There are many sweetening options to chose from, including homemade simple syrup (equal parts sugar and water), honey, or a liqueur like triple sec, the sweetener that balances the lime in a Margarita.
As this is a column about putting fresh produce into your drinks, I also suggest you put it into your sweetener. Heat equal parts sugar and water then remove it from heat and toss in fresh herbs like mint, basil, lemongrass, or cilantro. Be sure not to burn them or your syrup will taste wilted instead of wonderful. You can also make spicy syrups with hot peppers or ginger, or simmer dried spices like black peppercorns, allspice, cinnamon, and vanilla.
For all syrups, stir the ingredients for several minutes to an hour to extract all the flavor you can. Then strain out any solids and store the syrup in the refrigerator where it will keep for several weeks. With homemade farm-fresh syrup on hand, you’ll always have the ingredients to put produce into your diet, even if you’re on a liquid diet for the night.

Gay Bars versus Great Cocktails
Though I spend what many would consider an inordinate amount of time in bars, less and less of this time is spent in gay bars. My issue is not with the gays, of course, nor even with gay bars per se. Between dance bars, biker bars, piano bars, cruise bars, rock-and-roll bars, bear bars, drag bars, sports bars, and neighborhood bars, I think you can usually find the gay bar that suits your mood at any time of the week. What you can’t find, however, is a decent cocktail.
You can find a decent mixed drink in a gay bar - don’t get me wrong - but complicated cocktails are another story. The simple mixed drinks like vodka cranberry, vodka tonic, vodka soda, and the like when they’re served in gay bars tend to be stronger in alcohol content, less expensive, and served faster by better looking bartenders than in straight bars. This part I like very much.
The part I don’t like so much is that usually the only cocktails beyond a Martini and (sometimes) Manhattan that gay bar bartenders seem to be able to make is the Cosmopolitan and the Apple Martini. Those drinks were fine for a time but after six or seven hundred of them one’s tongue may want to wander towards something different or new or at least something invented within the last decade.
We are in a new golden era of cocktails made with fresh ingredients, homemade bitters, spicy syrups, and floral liqueurs, yet the drinks being served in gay bars became popular when Sex in the City was still a television series rather than a series of movies. The only good news is that the cocktails are so dated that soon they’ll be retro.

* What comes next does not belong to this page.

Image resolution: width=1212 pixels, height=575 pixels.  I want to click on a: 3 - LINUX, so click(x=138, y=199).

To be fair, the vast majority of bars in America aren’t making the couture cocktails of my dreams with hand-carved ice cubes, rare Indonesian rum, and fresh-picked kumquats either. But I still hold out hope that my gay sisters and brothers will hop on the haute cocktail bandwagon sooner rather than later. We’re supposed to be a trendy people.

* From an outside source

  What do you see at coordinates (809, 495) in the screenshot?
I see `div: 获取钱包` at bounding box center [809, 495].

Another trend is the prevalence of competitive cooking reality shows, and those are just chock full of gays. Who knew there were so many queer chefs? I suppose it’s the same with gay mixologists. They do exist, and there are more than a few of them, but they just don’t work in gay bars where their talent would be wasted.
Perhaps that’s my fault and yours too, leaving the gay bar talent untested. Maybe if we asked the bartenders (nicely) for more complicated and delicious cocktails they would learn to make them for us. We’ll have to do this at times when the bar isn’t very busy so the bartenders have the time to indulge us, but maybe if we start bringing in relatively simple, new cocktail recipes they’ll learn to make these drinks for us.
At worst we’ll be rebuffed and this plan will fail, but at best we’ll slowly improve the qualities of cocktails in gay bars, one bartender at a time.

Camper English is a cocktails and spirits writer and publisher of Alcademics.com.